Have we not learned anything from history? I do not want to provide a grant to a country that denies Human Rights to an entire nation...that is in effect ethnically cleansing stolen territory of its rightful occupants.
Any country that applies for funding should be completely honest and open to international scrutiny. And why in these economically bleak times are we considering funding a Non EU country to boost its military might? Why do we not put this money towards improving the economy of this country and EU stability?
The blood of many will be on your conscience....not only that of the Palestinians but in other countries that Israel has it's dirty hands in.

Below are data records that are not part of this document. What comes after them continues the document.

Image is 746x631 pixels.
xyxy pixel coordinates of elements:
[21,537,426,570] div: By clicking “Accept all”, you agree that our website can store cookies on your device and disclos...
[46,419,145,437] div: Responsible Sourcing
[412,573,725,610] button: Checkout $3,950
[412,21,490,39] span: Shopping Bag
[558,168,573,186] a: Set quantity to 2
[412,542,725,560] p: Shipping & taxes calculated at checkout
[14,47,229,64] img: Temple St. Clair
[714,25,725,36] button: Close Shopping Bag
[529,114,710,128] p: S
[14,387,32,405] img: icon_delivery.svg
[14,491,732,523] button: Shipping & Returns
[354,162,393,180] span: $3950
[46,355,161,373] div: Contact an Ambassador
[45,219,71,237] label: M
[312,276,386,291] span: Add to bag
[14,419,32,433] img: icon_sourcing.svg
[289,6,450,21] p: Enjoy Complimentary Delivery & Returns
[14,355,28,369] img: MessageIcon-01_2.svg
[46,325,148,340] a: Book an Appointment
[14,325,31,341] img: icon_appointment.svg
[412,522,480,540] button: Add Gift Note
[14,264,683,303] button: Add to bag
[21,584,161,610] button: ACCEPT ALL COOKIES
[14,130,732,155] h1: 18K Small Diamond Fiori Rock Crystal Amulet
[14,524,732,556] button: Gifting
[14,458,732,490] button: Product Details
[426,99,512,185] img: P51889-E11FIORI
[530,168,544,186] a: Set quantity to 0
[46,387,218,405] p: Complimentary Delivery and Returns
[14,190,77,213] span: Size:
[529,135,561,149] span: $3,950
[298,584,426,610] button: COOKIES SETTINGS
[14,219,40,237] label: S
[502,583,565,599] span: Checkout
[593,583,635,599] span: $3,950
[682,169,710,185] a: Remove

Walsh, Were all on board the flotilla humanitarian aid workers? I don't think so and in fact some, if not all, of those killed had expressed a desire to be martyred. When the IDF boarded they were immediatly attacked with offensive weapons. Are these actions of humanitarian workers? And - no! - the deaths were not acceptable to me as I do not, as a Christian, believe in the use of force. Jesus Christ said if struck on the cheek we should turn the other cheek toward the assailant. Nevertheless, the IDF were violently attacked and responded violently. They were certainly unprepared to handle the violence they faced in a moderate and effective manner. I do not believe in the manufacture, supply or the use of weapons and am utterly opposed to all facets of the philosophy which ensures their existence. That means I am opposed to the firing of rockets blindly into Israel - which in turn means I am opposed to their being manufactured and supplied. I am opposed to the manufacture, supply and the use of the explosives used in the suicide/murder bombings carried out by impressionable young men, women and children against innocent civilians or any others. It is interesting that the leadership who direct such atrocities are usually in places of relative safety when the bombings are carried out. In this country, Ireland, didn't we have enough of murder by shooting and bombings - some of them no-warning bombing in the 1970's by the terrorist nationalists, primarily the IRA. The primary aim of the countries surrounding Israel is its destruction - it has been so from the beginning and continues to be so. It is interesting how others commenting on the question do not acknowledge the facts that Israel's neighbours are either semi-democratic or autocratic, discourage genuine democratic political activism, persecute those who practice and/or promote religions other than Islam and treat women - - females in their entirity - as second-class citizens at best. But within Israel's borders the opposite is the case.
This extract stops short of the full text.